Newsletter 10 October
Dear Reader,
I'm Ariel Swyer, a psychologist interested in hearing voices and psychosis (as well as the history and philosophy of my discipline's earnest and flawed attempts to measure and understand these phenomena).
In thinking back over my first year at Cultmind, there are a couple of different "cultural artefacts" that have been on my mind. One is a little 1970s memoir called The Eden Express, by Mark Vonnegut (son of the legendary writer Kurt Vonnegut). I had been carrying around an increasingly tattered copy of it for years thinking "I ought to read this", and it had finally reached such a profound level of tatter that it was verging on actual disintegration. Published in 1976, it chronicles Vonnegut's experience of psychosis (at the time attributed to schizophrenia, but later determined to be bipolar disorder).
After graduating from Swarthmore College in 1969, at "the ridiculous age of 21", Vonnegut and his friends head for British Columbia on a wave of back-to-the land optimism and acquire a small farm. It is here that psychosis creeps into Vonnegut's world. It's vivid and interesting writing with the humor and creativity of thought of someone very clearly related to Kurt Vonnegut. And it has a lot to say not only about psychosis, but the absurd and unwieldy experience of having a mind in general.
As I read it this summer (mostly on the train) I also found myself thinking about my own sort of intellectual roadmap. I thought about Swarthmore, the alma mater that Mark Vonnegut and I share. It's a place where a bunch of intense and funky kids are thrown together on a tiny campus and spend four years staying up way too late and ranting about all the things we're thinking about.
I also thought about Kurt Vonnegut whose post-modern anti-war novel, Slaughterhouse-Five, has always been a kind of landmark in my personal geography. At the age of 15 I sat down under a tree, read the book, and at the end I looked up, and the world had gotten a lot more interesting. Yes, the book seemed to say, this place is strange and silly and sad, and it's all totally mind-boggling and worth talking about.
One idea that has persistently interested me about people's experiences of hearing voices is the way they refuse the ordinary confines of time and space. Those who hear voices describe them speaking from "different dimensions", or "sedimentary layers" within the mind. They deeply complicate any sense of the border between the inside and outside of the self. And they break the rules of time - the voices of the dead, or those that live in the past speaking into the present. Reading does this too. It spills our minds out across time and space. "Billy Pilgrim has come unstuck in time" Kurt Vonnegut writes in Slaughterhouse-5, going on to describe an optometrist who has stopped moving through time in a linear way and keeps being thrown into different moments of his life. I felt a bit like this, reading The Eden Express this summer and thinking about my current research interests, but also getting to wander through my past, thinking about how I got here.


INSTRUCTIONS FOR THE TASK — List every line in this data where the string "bounding" occurs.

┌──

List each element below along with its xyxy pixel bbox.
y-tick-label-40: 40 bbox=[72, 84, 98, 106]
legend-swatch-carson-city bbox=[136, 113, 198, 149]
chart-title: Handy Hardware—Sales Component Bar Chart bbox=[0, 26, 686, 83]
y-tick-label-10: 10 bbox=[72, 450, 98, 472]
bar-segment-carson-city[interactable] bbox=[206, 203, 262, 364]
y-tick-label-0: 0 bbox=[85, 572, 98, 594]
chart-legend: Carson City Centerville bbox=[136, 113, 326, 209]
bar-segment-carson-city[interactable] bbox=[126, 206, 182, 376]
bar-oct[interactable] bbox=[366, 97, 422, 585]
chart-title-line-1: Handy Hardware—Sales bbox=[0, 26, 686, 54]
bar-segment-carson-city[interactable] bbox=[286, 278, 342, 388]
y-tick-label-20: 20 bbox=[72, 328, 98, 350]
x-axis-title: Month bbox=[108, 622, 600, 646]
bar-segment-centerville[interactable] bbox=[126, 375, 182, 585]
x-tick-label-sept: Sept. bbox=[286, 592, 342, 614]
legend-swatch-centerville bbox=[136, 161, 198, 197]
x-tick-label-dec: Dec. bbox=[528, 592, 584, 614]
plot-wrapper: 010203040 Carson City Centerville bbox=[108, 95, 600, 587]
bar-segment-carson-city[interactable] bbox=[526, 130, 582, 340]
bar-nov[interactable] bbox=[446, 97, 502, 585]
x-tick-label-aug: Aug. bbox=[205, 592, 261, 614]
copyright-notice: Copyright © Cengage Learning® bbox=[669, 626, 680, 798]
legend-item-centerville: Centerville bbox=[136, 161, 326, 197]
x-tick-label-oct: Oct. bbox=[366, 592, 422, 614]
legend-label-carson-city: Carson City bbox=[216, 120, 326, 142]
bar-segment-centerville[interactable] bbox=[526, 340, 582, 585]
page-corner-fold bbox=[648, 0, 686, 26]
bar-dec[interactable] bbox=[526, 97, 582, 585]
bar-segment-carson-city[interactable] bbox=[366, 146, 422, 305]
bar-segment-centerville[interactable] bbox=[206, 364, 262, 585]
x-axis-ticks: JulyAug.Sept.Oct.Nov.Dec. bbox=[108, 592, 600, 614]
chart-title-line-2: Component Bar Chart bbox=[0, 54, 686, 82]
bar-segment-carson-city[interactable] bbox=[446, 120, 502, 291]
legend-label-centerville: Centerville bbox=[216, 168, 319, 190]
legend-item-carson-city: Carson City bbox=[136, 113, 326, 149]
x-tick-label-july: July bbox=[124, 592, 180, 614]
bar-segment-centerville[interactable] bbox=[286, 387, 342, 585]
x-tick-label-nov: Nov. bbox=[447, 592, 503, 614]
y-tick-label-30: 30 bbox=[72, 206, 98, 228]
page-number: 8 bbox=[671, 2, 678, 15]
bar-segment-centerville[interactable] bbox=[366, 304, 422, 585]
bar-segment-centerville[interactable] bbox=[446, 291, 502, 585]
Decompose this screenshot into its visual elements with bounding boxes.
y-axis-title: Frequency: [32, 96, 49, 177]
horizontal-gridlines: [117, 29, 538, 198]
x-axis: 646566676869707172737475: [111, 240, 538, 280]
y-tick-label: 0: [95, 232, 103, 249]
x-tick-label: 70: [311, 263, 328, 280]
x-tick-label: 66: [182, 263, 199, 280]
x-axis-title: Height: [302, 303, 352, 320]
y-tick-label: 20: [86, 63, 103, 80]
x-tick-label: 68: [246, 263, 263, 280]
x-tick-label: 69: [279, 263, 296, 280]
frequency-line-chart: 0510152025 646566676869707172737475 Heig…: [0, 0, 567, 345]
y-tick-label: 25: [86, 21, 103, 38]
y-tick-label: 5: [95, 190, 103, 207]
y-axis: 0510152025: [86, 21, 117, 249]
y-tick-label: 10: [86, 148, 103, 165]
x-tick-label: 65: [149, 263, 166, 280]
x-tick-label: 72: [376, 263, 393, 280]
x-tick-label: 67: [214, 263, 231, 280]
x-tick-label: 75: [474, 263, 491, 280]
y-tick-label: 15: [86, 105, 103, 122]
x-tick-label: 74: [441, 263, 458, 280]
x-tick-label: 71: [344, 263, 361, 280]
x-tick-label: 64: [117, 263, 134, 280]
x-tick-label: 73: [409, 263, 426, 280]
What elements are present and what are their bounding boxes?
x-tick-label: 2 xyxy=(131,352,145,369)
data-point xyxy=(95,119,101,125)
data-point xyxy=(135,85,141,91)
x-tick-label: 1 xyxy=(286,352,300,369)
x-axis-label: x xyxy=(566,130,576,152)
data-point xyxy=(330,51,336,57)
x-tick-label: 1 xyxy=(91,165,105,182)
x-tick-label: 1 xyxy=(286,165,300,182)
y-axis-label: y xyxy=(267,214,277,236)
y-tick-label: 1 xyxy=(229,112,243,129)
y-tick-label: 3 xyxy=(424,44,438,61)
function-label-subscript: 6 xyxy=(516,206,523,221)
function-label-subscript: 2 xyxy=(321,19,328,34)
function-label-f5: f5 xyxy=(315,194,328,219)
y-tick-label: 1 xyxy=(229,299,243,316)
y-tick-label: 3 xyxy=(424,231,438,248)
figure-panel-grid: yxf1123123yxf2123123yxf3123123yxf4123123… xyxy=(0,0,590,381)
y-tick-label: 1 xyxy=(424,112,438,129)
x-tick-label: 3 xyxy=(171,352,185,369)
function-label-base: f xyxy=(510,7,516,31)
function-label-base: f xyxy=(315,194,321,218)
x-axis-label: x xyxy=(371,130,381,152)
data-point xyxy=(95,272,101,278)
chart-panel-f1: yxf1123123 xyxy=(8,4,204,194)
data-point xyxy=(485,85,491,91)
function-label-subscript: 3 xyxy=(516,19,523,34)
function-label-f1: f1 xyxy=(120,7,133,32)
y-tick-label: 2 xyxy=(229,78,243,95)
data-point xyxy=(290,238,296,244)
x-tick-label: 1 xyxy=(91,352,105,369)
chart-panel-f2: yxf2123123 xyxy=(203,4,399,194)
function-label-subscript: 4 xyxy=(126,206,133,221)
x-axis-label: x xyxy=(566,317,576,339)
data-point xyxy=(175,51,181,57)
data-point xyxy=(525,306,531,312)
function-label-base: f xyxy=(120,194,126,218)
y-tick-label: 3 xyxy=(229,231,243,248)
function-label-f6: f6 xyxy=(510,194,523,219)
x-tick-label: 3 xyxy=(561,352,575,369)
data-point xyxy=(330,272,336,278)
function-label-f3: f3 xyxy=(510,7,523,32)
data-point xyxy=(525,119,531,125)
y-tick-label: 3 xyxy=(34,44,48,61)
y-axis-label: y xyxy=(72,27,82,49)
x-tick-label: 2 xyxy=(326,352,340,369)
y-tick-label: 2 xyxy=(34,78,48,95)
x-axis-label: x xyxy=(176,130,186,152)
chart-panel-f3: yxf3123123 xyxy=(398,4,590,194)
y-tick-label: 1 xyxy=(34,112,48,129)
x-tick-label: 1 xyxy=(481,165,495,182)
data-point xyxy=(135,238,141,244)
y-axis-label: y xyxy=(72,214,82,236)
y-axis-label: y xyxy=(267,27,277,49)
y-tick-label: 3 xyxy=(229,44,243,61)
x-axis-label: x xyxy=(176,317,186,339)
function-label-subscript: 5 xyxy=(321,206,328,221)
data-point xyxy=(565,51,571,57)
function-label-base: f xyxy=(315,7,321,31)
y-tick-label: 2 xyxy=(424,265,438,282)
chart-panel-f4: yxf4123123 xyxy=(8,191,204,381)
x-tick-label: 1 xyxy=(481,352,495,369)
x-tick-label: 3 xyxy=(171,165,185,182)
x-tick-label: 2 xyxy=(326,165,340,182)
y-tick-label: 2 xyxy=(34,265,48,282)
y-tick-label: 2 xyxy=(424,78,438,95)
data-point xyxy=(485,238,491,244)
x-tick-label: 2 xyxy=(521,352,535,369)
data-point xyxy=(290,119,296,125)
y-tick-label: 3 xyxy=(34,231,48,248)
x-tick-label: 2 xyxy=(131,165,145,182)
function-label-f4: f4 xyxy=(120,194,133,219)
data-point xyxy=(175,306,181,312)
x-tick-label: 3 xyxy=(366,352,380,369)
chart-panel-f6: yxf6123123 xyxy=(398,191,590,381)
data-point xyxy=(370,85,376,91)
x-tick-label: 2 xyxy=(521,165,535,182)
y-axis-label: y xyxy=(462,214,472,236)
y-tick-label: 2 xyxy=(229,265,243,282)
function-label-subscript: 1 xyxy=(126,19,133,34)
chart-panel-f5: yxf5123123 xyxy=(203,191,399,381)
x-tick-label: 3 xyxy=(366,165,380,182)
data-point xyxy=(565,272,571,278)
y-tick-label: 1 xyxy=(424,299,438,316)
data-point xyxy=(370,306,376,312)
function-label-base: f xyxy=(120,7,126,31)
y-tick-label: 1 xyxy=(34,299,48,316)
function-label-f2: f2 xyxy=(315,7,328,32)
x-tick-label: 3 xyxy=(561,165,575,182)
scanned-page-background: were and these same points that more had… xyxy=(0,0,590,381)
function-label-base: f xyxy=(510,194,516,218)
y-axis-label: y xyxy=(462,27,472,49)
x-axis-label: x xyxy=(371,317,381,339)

└──

SOLUTION TO THE PROBLEM —
Decompose this screenshot into its visual elements with bounding boxes.
What elements are present and what are their bounding boxes?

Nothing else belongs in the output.